High resolution Maxent models of global snake distributions for effective snake bite management

Anna Pintor

Abstract:

Abstract— Snake bite envenomation has long been recognized as a serious health issue but has recently been elevated to the status of a ‘category A neglected tropical disease’ by the World Health Organization (WHO). The severity of the problem stems from a mixture of financial and geographical issues: lack of knowledge on snake distributions, limited recent improvements of antivenoms, lacking quality controls, low profitability of antivenom production, difficulties in distribution to rural snake bite hotspots, and inaffordability for the majority of the >2 million annual victims in the developing world. Future shifts in snake distributions with climate change may be exacerbated the issue if human exposure increases. This study fills this knowledge gap by (i) creating high resolution Maxent distribution models for all snake species listed as medically relevant by the WHO globally and thereby improving on the current expert derived range estimates, and (ii) predicting how these distributions – and hotspots in venomous snake species richness – are likely to shift with climate change by 2050. This lays the crucial foundation for (iii) research on geographic variation in venom composition, (iv) development of adequate polyvalent antivenoms for each venom ‘region’, and (v) directing medical resources to the right areas. These steps greatly improve our capacity to inform snake bite management. However, it will take global collaborative initiatives between researchers, governments, charities and NGOs to address the remaining links in the issue chain.

Keywords—antivenom efficacy, climate change, geographic variation, snake distributions.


■ Description of the task:
Every line of the data should be retyped with no difference from the original.

■ The data:

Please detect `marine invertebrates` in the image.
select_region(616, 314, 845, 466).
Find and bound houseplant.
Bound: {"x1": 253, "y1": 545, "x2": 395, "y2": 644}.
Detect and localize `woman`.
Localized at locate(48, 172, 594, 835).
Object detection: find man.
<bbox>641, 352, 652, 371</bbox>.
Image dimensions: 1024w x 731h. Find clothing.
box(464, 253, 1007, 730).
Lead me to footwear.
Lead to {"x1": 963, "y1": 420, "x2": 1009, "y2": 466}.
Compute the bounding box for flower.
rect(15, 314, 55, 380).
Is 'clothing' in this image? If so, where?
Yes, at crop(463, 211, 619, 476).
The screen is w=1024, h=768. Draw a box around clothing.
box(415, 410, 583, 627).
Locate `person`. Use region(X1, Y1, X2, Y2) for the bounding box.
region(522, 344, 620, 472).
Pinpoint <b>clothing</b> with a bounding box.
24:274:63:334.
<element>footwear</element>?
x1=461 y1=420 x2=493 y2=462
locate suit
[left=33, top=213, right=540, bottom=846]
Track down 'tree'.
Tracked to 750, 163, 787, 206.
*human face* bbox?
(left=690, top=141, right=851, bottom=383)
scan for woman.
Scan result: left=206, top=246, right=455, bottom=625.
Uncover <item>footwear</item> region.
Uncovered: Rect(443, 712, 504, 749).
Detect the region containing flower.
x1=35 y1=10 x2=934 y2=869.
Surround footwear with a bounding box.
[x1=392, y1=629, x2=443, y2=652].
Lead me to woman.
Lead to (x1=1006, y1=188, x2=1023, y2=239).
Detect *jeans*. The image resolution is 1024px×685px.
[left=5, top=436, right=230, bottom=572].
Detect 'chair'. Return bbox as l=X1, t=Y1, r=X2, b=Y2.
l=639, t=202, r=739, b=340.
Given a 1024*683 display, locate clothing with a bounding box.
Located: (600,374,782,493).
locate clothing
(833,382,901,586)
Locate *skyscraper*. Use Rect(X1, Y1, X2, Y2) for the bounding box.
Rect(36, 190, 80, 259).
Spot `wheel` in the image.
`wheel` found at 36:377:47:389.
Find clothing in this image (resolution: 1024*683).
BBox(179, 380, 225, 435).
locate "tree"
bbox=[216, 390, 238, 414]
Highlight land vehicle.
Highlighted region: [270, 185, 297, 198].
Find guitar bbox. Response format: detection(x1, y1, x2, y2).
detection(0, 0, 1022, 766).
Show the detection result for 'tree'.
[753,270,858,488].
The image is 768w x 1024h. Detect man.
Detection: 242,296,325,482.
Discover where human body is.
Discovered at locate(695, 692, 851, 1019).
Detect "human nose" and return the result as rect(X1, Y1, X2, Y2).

■ Output of the exercise:
Please detect `marine invertebrates` in the image.
select_region(616, 314, 845, 466).
Find and bound houseplant.
Bound: {"x1": 253, "y1": 545, "x2": 395, "y2": 644}.
Detect and localize `woman`.
Localized at locate(48, 172, 594, 835).
Object detection: find man.
<bbox>641, 352, 652, 371</bbox>.
Image dimensions: 1024w x 731h. Find clothing.
box(464, 253, 1007, 730).
Lead me to footwear.
Lead to {"x1": 963, "y1": 420, "x2": 1009, "y2": 466}.
Compute the bounding box for flower.
rect(15, 314, 55, 380).
Is 'clothing' in this image? If so, where?
Yes, at crop(463, 211, 619, 476).
The screen is w=1024, h=768. Draw a box around clothing.
box(415, 410, 583, 627).
Locate `person`. Use region(X1, Y1, X2, Y2) for the bounding box.
region(522, 344, 620, 472).
Pinpoint <b>clothing</b> with a bounding box.
24:274:63:334.
<element>footwear</element>?
x1=461 y1=420 x2=493 y2=462
locate suit
[left=33, top=213, right=540, bottom=846]
Track down 'tree'.
Tracked to 750, 163, 787, 206.
*human face* bbox?
(left=690, top=141, right=851, bottom=383)
scan for woman.
Scan result: left=206, top=246, right=455, bottom=625.
Uncover <item>footwear</item> region.
Uncovered: Rect(443, 712, 504, 749).
Detect the region containing flower.
x1=35 y1=10 x2=934 y2=869.
Surround footwear with a bounding box.
[x1=392, y1=629, x2=443, y2=652].
Lead me to woman.
Lead to (x1=1006, y1=188, x2=1023, y2=239).
Detect *jeans*. The image resolution is 1024px×685px.
[left=5, top=436, right=230, bottom=572].
Detect 'chair'. Return bbox as l=X1, t=Y1, r=X2, b=Y2.
l=639, t=202, r=739, b=340.
Given a 1024*683 display, locate clothing with a bounding box.
Located: (600,374,782,493).
locate clothing
(833,382,901,586)
Locate *skyscraper*. Use Rect(X1, Y1, X2, Y2) for the bounding box.
Rect(36, 190, 80, 259).
Spot `wheel` in the image.
`wheel` found at 36:377:47:389.
Find clothing in this image (resolution: 1024*683).
BBox(179, 380, 225, 435).
locate "tree"
bbox=[216, 390, 238, 414]
Highlight land vehicle.
Highlighted region: [270, 185, 297, 198].
Find guitar bbox. Response format: detection(x1, y1, x2, y2).
detection(0, 0, 1022, 766).
Show the detection result for 'tree'.
[753,270,858,488].
The image is 768w x 1024h. Detect man.
Detection: 242,296,325,482.
Discover where human body is.
Discovered at locate(695, 692, 851, 1019).
Detect "human nose" and return the result as rect(X1, Y1, X2, Y2).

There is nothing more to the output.